Shelley Wong reflects on time, race, knowledge


Jason Koski/University Photography
Shelley Wong, associate professor of English.

Time, says Shelley Wong, “is socially constructed, continually made and remade in culturally specific ways.”

Wong’s current book project focuses on race, time and narrative in Asian-American and African-American literature. She’s examining “emblematic” stories of what race has to do with time. She looks, for example, at how different people experience time and at how ideas of time have political meanings embedded in them – that is, at a politics of time.

For example, underlying the idea of evolution is a developmental time scheme where the further along you are on the evolutionary path the more developed and civilized you are.
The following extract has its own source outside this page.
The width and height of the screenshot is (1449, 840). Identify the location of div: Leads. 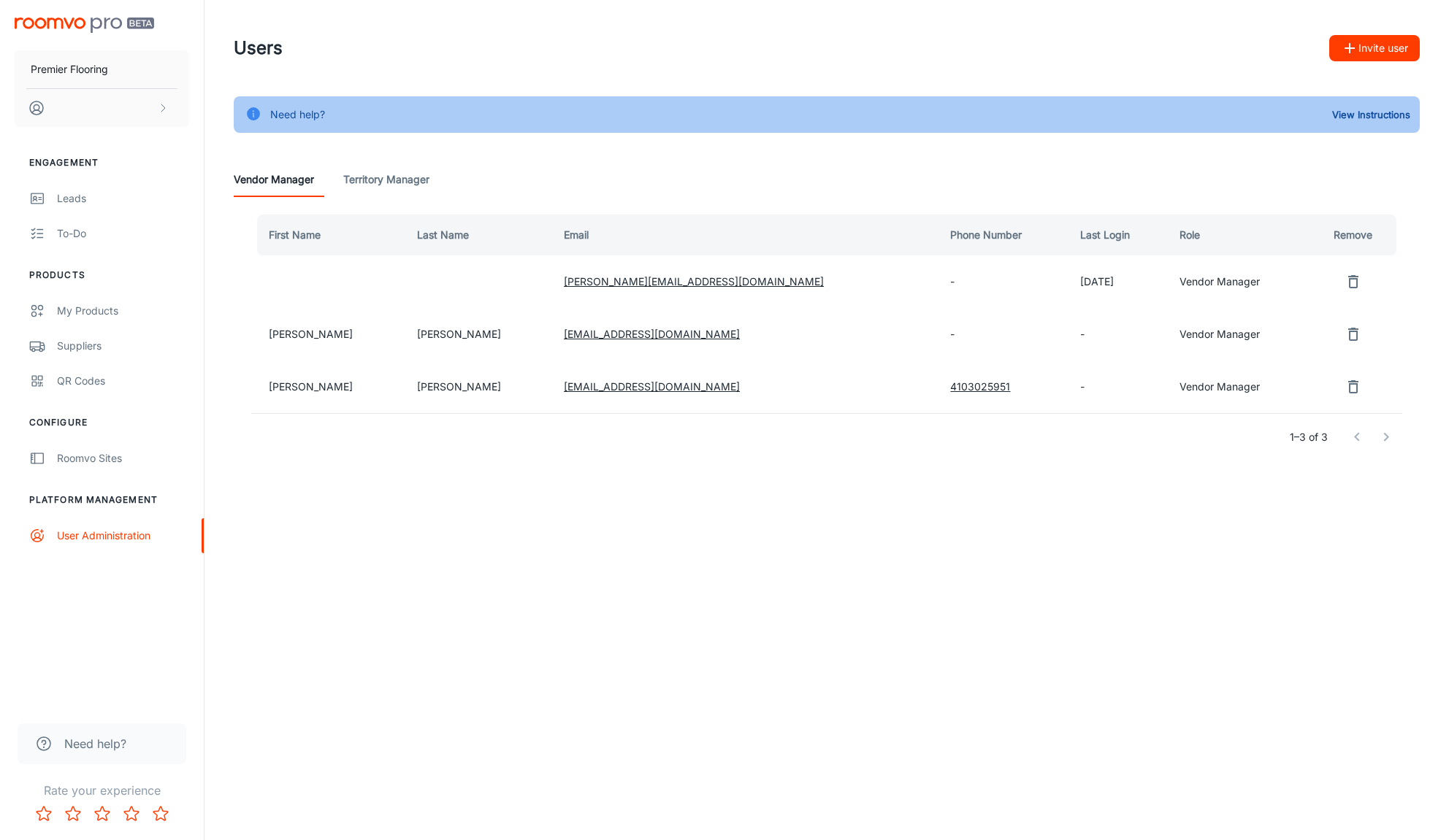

“At the turn of the 20th century, women, blacks and immigrants were often still viewed as lagging behind on the evolutionary track,” said Wong, associate professor of English and a faculty member of the Asian American Studies Program. “Who’s savage or pre-modern, who’s civilized or modern – a politics of time expressed in these ways of classifying people according to certain ideas about time as linear progress are still with us, for example, when we speak of ‘developed’ or ‘underdeveloped’ nations.”

Literary genres such as autobiography and the novel of formation also draw on, and derive their significance from, that same concept of time, said Wong.

“Telling a life-story isn’t about just gathering up all the moments of a person’s life but is, instead, about putting those moments together in culturally meaningful ways,” Wong said. “The events of a life are plotted along a narrative path that ends in the realization of a self and its place within society. You could say that the narrative form itself tells a particular story – the very American story of a ‘mythology of upward mobility,’ a form with the temporal dimension, and the specifically American promise of progress built right into it. However, the events of many people’s lives – lives marked by differences of race, class or gender – can’t be charted so readily by the ideological coordinates of this march of progress.”

Wong is also interested in exploring how the production of knowledge itself is racialized. Research in various fields often grouped under the rubric of “ethnic studies” generates knowledge about the subject of race and racism, but that’s not what she means by racialized knowledge production. She means, instead, the politics of knowledge production in the contemporary university.

“The racialization of knowledge production has to do with the intellectual status or the degree of academic legitimacy that the institution assigns to knowledge produced in the various fields comprising ethnic studies,” said Wong. Her book will also discuss how ideas of race and time bear on the institutional politics of knowledge production.

Wong sees a central place for ethnic studies courses in university curricula. She stresses the importance of comparative and transnational frameworks for the study of race and ethnicity, and of comparative and intersectional analyses in general.

“Every day we have to make our way through a messy tangle of social, political, cultural and economic relations,” she said. “When taken together or when understood in relation to each other, courses in ethnic studies and gender studies, for example, reveal a more complicated, nuanced and conflicted social reality than might be gleaned from just pursuing knowledge of one or the other of those fields.”

She adds, “When I teach a course, I’m teaching a course for all the students here, not for one constituency or another. If you’re going to live in this society, you ought to try and understand how the society is organized, and how differently situated people within this society experience it and live through its particular terms. You can’t live or think in a vacuum.”

Linda B. Glaser is a writer for the College of Arts and Sciences.